“Jeez, they were such good company. I remember Zdenek Dyk, he was there for about six years, he was a bit out of sorts because he was a notorious alcoholic. He was the first philosopher as part of the first movement, who went to the Prague Castle to demonstrate. They were the very first to go to the Castle to demonstrate. So they locked them up right away, some were sent to join the PTPs and had to stay until further notice. So Zdenek had been part of the PTPs for the fifth or sixth year. During my second year there, Čepička left office and Lomský stepped in, so all the old PTPs were released into civilian life and we were made into technical battalions. That's what the 'black barons' were, they weren't the usual PTPs anymore, they were technical battalions, but it was the same thing really. As the general said, the PTPs are there so that when a stream needs to be crossed, they take off their helmets, climb into the stream, and combat units pass over their heads."
"In August 1968, I made posters against the Russians together with the artist Vašek Kus. We painted different ones, like 'You've been captured, you're going to die...', 'Go home, Ivan'... and stuff like that. And students from the Faculty of Education took them and distributed them around Ústí. I was there when we set fire to a Russian car. That was when we had won an ice-hockey match, I don't remember if it was the first or the second game. And everyone met up on the Špitálský square. There was some Russian garrison or commander, who lived there somewhere. And the Russian commander came to congratulate us on the victory, so we booed him. Then a tank rolled up onto the square, so someone set it on fire, and so we set fire to a Russian car."
"Suddenly it was here again, that blanket that covered everything. Suddenly it was known that nothing could be said freely. Various things suddenly disappeared. The worst part was that we all thought it would last forever. No one believed that anything could change, it was all happening for the second time. It was all written in stone this time, in such a cruel way. After all, the Soviet Army was obviously going to last forever. It was also being said: What does forever mean? Those were three forevers, and so it was all a bit hopeless, but one doesn't stop living because of that, right? Nobody was committing suicide, or maybe there were some, but I don't know of them, as it wasn't allowed to talk about them anymore. Suddenly, you were reading the same newspapers, the same nonsense as before January 1968. Although I must say, under Novotný it seemed that things would gradually improve. There was the Writers' Union, where suddenly everyone had their say and so on, which was then gone. That kind of development towards freedom was suddenly gone again. And the worst thing about it was that it was so timeless, lacking any perspective, well, it was like a blanket."

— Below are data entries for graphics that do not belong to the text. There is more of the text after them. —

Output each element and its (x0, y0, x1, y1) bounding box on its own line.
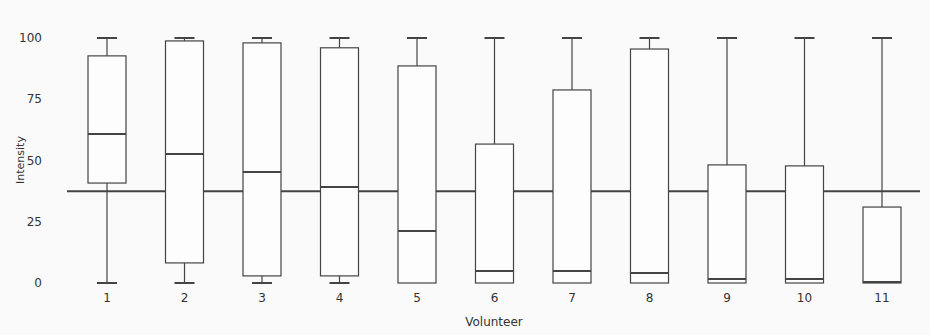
x-axis-ticks: 1234567891011 (103, 291, 889, 305)
y-tick-label: 100 (19, 31, 42, 45)
y-tick-label: 75 (27, 92, 42, 106)
x-axis-label: Volunteer (465, 315, 523, 329)
box-volunteer-1 (88, 38, 126, 283)
box-volunteer-3 (243, 38, 281, 283)
y-axis-label: Intensity (14, 136, 27, 184)
box-volunteer-5 (398, 38, 436, 283)
box-volunteer-4 (321, 38, 359, 283)
y-tick-label: 25 (27, 215, 42, 229)
iqr-box (243, 43, 281, 276)
box-volunteer-6 (476, 38, 514, 283)
box-volunteer-7 (553, 38, 591, 283)
iqr-box (708, 165, 746, 283)
iqr-box (553, 90, 591, 283)
x-tick-label: 1 (103, 291, 111, 305)
box-volunteer-2 (166, 38, 204, 283)
iqr-box (321, 48, 359, 276)
x-tick-label: 11 (874, 291, 889, 305)
iqr-box (88, 56, 126, 183)
x-tick-label: 6 (491, 291, 499, 305)
y-tick-label: 50 (27, 154, 42, 168)
box-volunteer-11 (863, 38, 901, 283)
box-plot-chart: 0255075100 1234567891011 Intensity Volun… (0, 0, 930, 335)
box-volunteer-9 (708, 38, 746, 283)
iqr-box (398, 66, 436, 283)
x-tick-label: 7 (568, 291, 576, 305)
iqr-box (786, 166, 824, 283)
x-tick-label: 2 (181, 291, 189, 305)
x-tick-label: 3 (258, 291, 266, 305)
iqr-box (631, 49, 669, 283)
x-tick-label: 9 (723, 291, 731, 305)
iqr-box (166, 41, 204, 263)
x-tick-label: 10 (797, 291, 812, 305)
plot-area (67, 38, 920, 283)
x-tick-label: 8 (646, 291, 654, 305)
iqr-box (476, 144, 514, 283)
x-tick-label: 5 (413, 291, 421, 305)
box-volunteer-10 (786, 38, 824, 283)
iqr-box (863, 207, 901, 283)
box-volunteer-8 (631, 38, 669, 283)
y-tick-label: 0 (34, 276, 42, 290)
x-tick-label: 4 (336, 291, 344, 305)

"It was nice... there was a party leader, some Novák, an engineer or a doctor, because he had that RSDr (Doctor of Social and Political Sciences) title. He was a doctor from birth thanks to his parents and he had gone to the Sorbonne in Vokovice (The University of the Czechoslovak Communist Party). He was watching out and checking who would embezzle, because they (the communists) thought that you could still stop it all. And the boys from the Faculty of Education came to agitate. And that Novák guy was telling them something and one of the lads, I liked him, asked him: 'Who are you?' And that Novák told him: 'I am the chairman of the party here.' And the lad said: ‘Look, I’ll come back here in a week and I will still be here, but you won’t be here anymore!’ I really liked that conversation back then."
My dad was a soldier who spent ten years in prison under Hitler. They locked him up under Gottwald, too.
Zdeněk Urban was born into the mixed family of Alois and Kateřina Helena on February 18, 1935 in Litoměřice. When he was two years old, his father was transferred as an army officer to Jičín, so he and his mother followed him. As soon as the Second World War began, his father was labeled an enemy of the Reich and sentenced to ten years in prison. In 1945, his father returned from the camp with the Western troops and took up command of a garrison in Trutnov. After the communist coup in February 1948, his father was fired from the army and imprisoned yet again. After his release from prison in 1952, his rank was restored and he was sent into the military reserve force. He made a living, for example, as a pig feeder or a paper mill worker. Meanwhile, Zdeněk Urban graduated from the High School of Applied Arts in Turnov and began his studies at university in Prague. But because of being labeled the son of a class enemy, he was dispelled from the Academy of Arts, Architecture and Design in Prague (UMPRUM) and was sent to military service. He was transferred to the technical auxiliary battalion (PTP – Pomocný technický prapor in Czech), the so-called PTPs where he served sixteen months. Then he joined the company Setuza in Ústí nad Labem as a designer in their marketing department. He worked there until the Velvet Revolution in 1989. After that he made a living as a freelance artist. At the time of the interview in 2022, the witness was living in Ústí nad Labem. Zdeněk Urban died in 2023.